BTW, I urge everyone reading this to check out the pictures of two of the Oakland victims, here:

http://www.commondreams.org/headlines03/0407-06.htm

2)The fact that Jerry Brown, a supposedly enlightened and California-mellow Democrat, was the mayor of Oakland at the time and yet supported the police brutality in question rather reinforces my point regarding the fact that the mayor of St. Paul, who defended the police abuses in his city, is also a Democrat. My pointing out the latter in my response to your post was primarily directed at Democratic Exceptionalists like CargoCult, either regarding the effect on civil liberties of electing Democrats, the desirability of police violence against "troublemakers", or both. It's worthy of note that a Democrat was also the mayor of Chicago when the infamous "police riot" occurred in 1968 during the Democratic Convention. (See the Walker Report).

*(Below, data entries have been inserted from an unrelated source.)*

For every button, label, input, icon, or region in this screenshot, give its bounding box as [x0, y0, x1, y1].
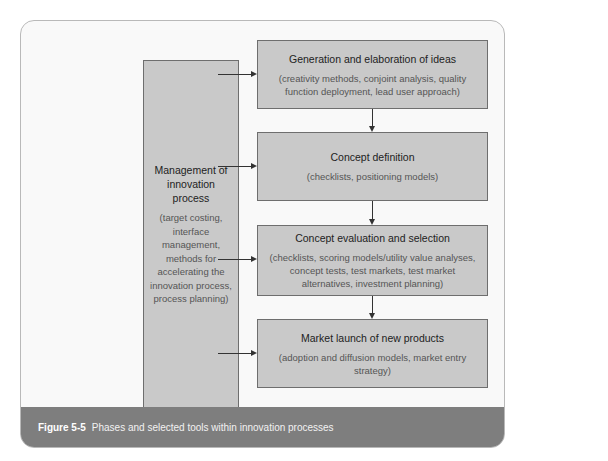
phase-title: Concept definition — [268, 150, 477, 164]
phase-tools: (creativity methods, conjoint analysis, … — [268, 72, 477, 98]
phase-box-concept-evaluation: Concept evaluation and selection (checkl… — [257, 225, 488, 296]
caption-bar: Figure 5-5 Phases and selected tools wit… — [21, 407, 504, 447]
connector-line — [218, 259, 252, 260]
arrow-right-icon — [251, 256, 257, 262]
phase-tools: (adoption and diffusion models, market e… — [268, 351, 477, 377]
figure-caption: Phases and selected tools within innovat… — [92, 422, 334, 433]
connector-line — [372, 296, 373, 313]
arrow-right-icon — [251, 71, 257, 77]
connector-line — [218, 353, 252, 354]
phase-title: Market launch of new products — [268, 331, 477, 345]
phase-title: Generation and elaboration of ideas — [268, 52, 477, 66]
connector-line — [372, 201, 373, 219]
arrow-down-icon — [369, 313, 375, 319]
arrow-down-icon — [369, 219, 375, 225]
phase-tools: (checklists, positioning models) — [268, 170, 477, 183]
phase-box-concept-definition: Concept definition (checklists, position… — [257, 132, 488, 201]
connector-line — [218, 166, 252, 167]
management-box: Management of innovation process (target… — [143, 60, 239, 409]
connector-line — [218, 74, 252, 75]
phase-box-market-launch: Market launch of new products (adoption … — [257, 319, 488, 388]
arrow-right-icon — [251, 350, 257, 356]
management-title: Management of innovation process — [150, 163, 232, 205]
figure-label: Figure 5-5 — [38, 422, 86, 433]
arrow-down-icon — [369, 126, 375, 132]
phase-box-ideas: Generation and elaboration of ideas (cre… — [257, 40, 488, 109]
phase-tools: (checklists, scoring models/utility valu… — [268, 251, 477, 290]
connector-line — [372, 109, 373, 126]
phase-title: Concept evaluation and selection — [268, 231, 477, 245]
arrow-right-icon — [251, 163, 257, 169]
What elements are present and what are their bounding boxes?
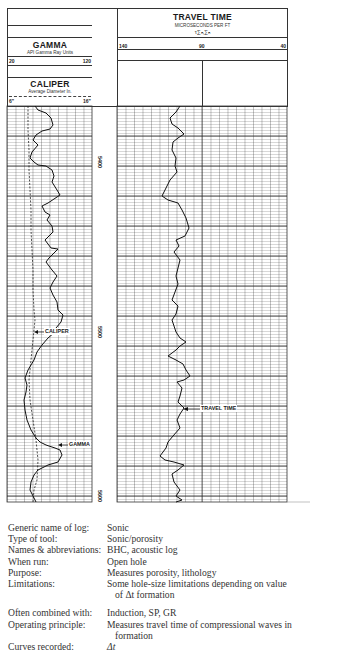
info-row-purpose: Purpose: Measures porosity, lithology <box>8 567 353 578</box>
info-label: When run: <box>8 556 107 567</box>
info-row-limitations: Limitations: Some hole-size limitations … <box>8 578 353 589</box>
info-value: BHC, acoustic log <box>107 544 353 555</box>
info-label: Purpose: <box>8 567 107 578</box>
info-row-operating-principle-cont: formation <box>8 630 353 641</box>
depth-label-5400: 5400 <box>97 156 103 168</box>
info-row-operating-principle: Operating principle: Measures travel tim… <box>8 619 353 630</box>
info-value: Sonic/porosity <box>107 533 353 544</box>
info-value-cont: of Δt formation <box>107 589 353 600</box>
gamma-curve-label: GAMMA <box>68 441 91 448</box>
info-value: Induction, SP, GR <box>107 607 353 618</box>
info-row-often-combined: Often combined with: Induction, SP, GR <box>8 607 353 618</box>
info-label: Operating principle: <box>8 619 107 630</box>
info-value: Some hole-size limitations depending on … <box>107 578 353 589</box>
info-label-spacer <box>8 589 107 600</box>
info-row-curves-recorded: Curves recorded: Δt <box>8 641 353 652</box>
info-label: Generic name of log: <box>8 522 107 533</box>
info-value: Measures travel time of compressional wa… <box>107 619 353 630</box>
log-plot <box>0 0 353 520</box>
travel-time-curve-label: TRAVEL TIME <box>200 405 237 412</box>
info-label: Names & abbreviations: <box>8 544 107 555</box>
info-value-cont: formation <box>107 630 353 641</box>
info-label-spacer <box>8 630 107 641</box>
info-value: Measures porosity, lithology <box>107 567 353 578</box>
info-label: Curves recorded: <box>8 641 107 652</box>
info-value: Sonic <box>107 522 353 533</box>
info-row-type-of-tool: Type of tool: Sonic/porosity <box>8 533 353 544</box>
info-label: Often combined with: <box>8 607 107 618</box>
depth-label-5500: 5500 <box>97 326 103 338</box>
info-value: Open hole <box>107 556 353 567</box>
depth-label-5600: 5600 <box>97 490 103 502</box>
log-info-table: Generic name of log: Sonic Type of tool:… <box>8 522 353 652</box>
info-row-generic-name: Generic name of log: Sonic <box>8 522 353 533</box>
info-gap <box>8 600 353 607</box>
info-label: Type of tool: <box>8 533 107 544</box>
info-row-limitations-cont: of Δt formation <box>8 589 353 600</box>
info-label: Limitations: <box>8 578 107 589</box>
info-row-names-abbreviations: Names & abbreviations: BHC, acoustic log <box>8 544 353 555</box>
info-row-when-run: When run: Open hole <box>8 556 353 567</box>
caliper-curve-label: CALIPER <box>44 328 70 335</box>
info-value: Δt <box>107 641 353 652</box>
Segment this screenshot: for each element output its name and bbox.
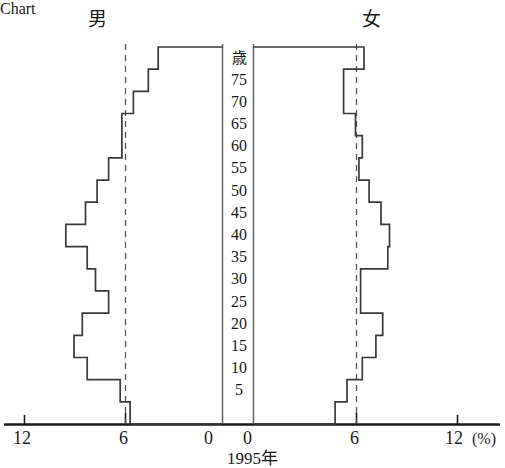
year-number: 1995 xyxy=(227,449,261,468)
age-tick-10: 10 xyxy=(224,360,255,376)
population-pyramid-chart: 男 女 歳75706560555045403530252015105 12 6 … xyxy=(0,0,505,468)
age-tick-50: 50 xyxy=(224,183,255,199)
year-caption: 1995年 xyxy=(227,444,278,468)
age-tick-15: 15 xyxy=(224,338,255,354)
age-tick-30: 30 xyxy=(224,271,255,287)
age-tick-70: 70 xyxy=(224,94,255,110)
x-tick-right-12: 12 xyxy=(445,428,463,449)
x-tick-right-6: 6 xyxy=(350,428,359,449)
age-tick-20: 20 xyxy=(224,316,255,332)
x-tick-left-0: 0 xyxy=(204,428,213,449)
age-tick-5: 5 xyxy=(224,382,255,398)
age-tick-65: 65 xyxy=(224,116,255,132)
age-tick-40: 40 xyxy=(224,227,255,243)
age-tick-75: 75 xyxy=(224,72,255,88)
age-tick-60: 60 xyxy=(224,138,255,154)
x-axis-ticks-left xyxy=(25,413,126,424)
age-tick-35: 35 xyxy=(224,249,255,265)
male-distribution-outline xyxy=(66,47,223,424)
age-axis-unit: 歳 xyxy=(224,50,255,66)
x-tick-left-12: 12 xyxy=(13,428,31,449)
age-tick-25: 25 xyxy=(224,294,255,310)
age-tick-45: 45 xyxy=(224,205,255,221)
age-tick-55: 55 xyxy=(224,160,255,176)
x-axis-ticks-right xyxy=(357,413,458,424)
percent-unit-label: (%) xyxy=(472,430,496,448)
female-distribution-outline xyxy=(254,47,390,424)
x-tick-left-6: 6 xyxy=(119,428,128,449)
year-suffix: 年 xyxy=(261,448,278,468)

3)Based on what I've been able to piece together from different reports, the group responsible for most if not all of the property damage that did occur in St. Paul was the RNC Welcoming Committee (RNCWC), a relatively small group of not-too-bright "activists" whose idea of effective political action was rather slovenly conceived, to put it charitably.

4)The illegal detentions, their over-reaction (a word coined, I believe, in 1968 by Chicago Mayor Richard Daly) to the actions of the RNCWC, and the brutality of the police against many other people, however, was by no means justified by the minor threat posed by a handful of unarmed mental midgets. As a matter of fact, much of the police violence seemed wholly independent of the actions of members of the RNCWC, and probably would have occurred even if the RNCWC hadn't been there to act like juvenile delinquents on methamphetamine. The 17-year-old Buddhist and Amy Goodman and her producers are cases in point.

5)I know from personal experience, as well as from reading about and viewing on film and videotape, what a dim view of political protesters (challengers of authority) most people in positions of authority have, and this is particularly true of the under-educated, lower-middle class men and women from patriarchal families who comprise so much of America's local law enforcement agencies. It is exponentially more true today than it was when the bumper-sticker was created in the '60's: "Warning: Your Local Police Are Armed and Dangerous." In those days, before the police were militarized, they were armed with pistols, shotguns, and rifles. It seems that almost every PD in America now possesses armored personnel carriers, helicopters, and a multitude of weapons of diverse lethality.

6) One of the most distressing and dangerous phenomena in local law enforcement is the all-too-common mind-set that they can roust, arrest, and even brutalize anybody who pisses them off for whatever reason, knowing that all the pain, inconvenience, and expense will accrue to their victims. Even if charges are dropped or people are acquitted, the cop will have exacted his or her revenge for the insubordinate behavior of their victims, with little or no accountability unless the incident is caught on tape and/or results in an expensive lawsuit for the city. I vividly recall, for example, a Midwestern sheriff's publicly stating that he didn't give a shit what the US Supreme Court said, if he saw anybody burning a US flag, he was going to bust their ass. And it was clear from his demeanor that he meant "bust" in both senses of the word.

I think I'm approaching, if I haven't exceeded, my 1,000-word limit, but we can continue in other posts this discussion of police repression and brutality, the role of their civilian leadership, and public reaction to it under different circumstances.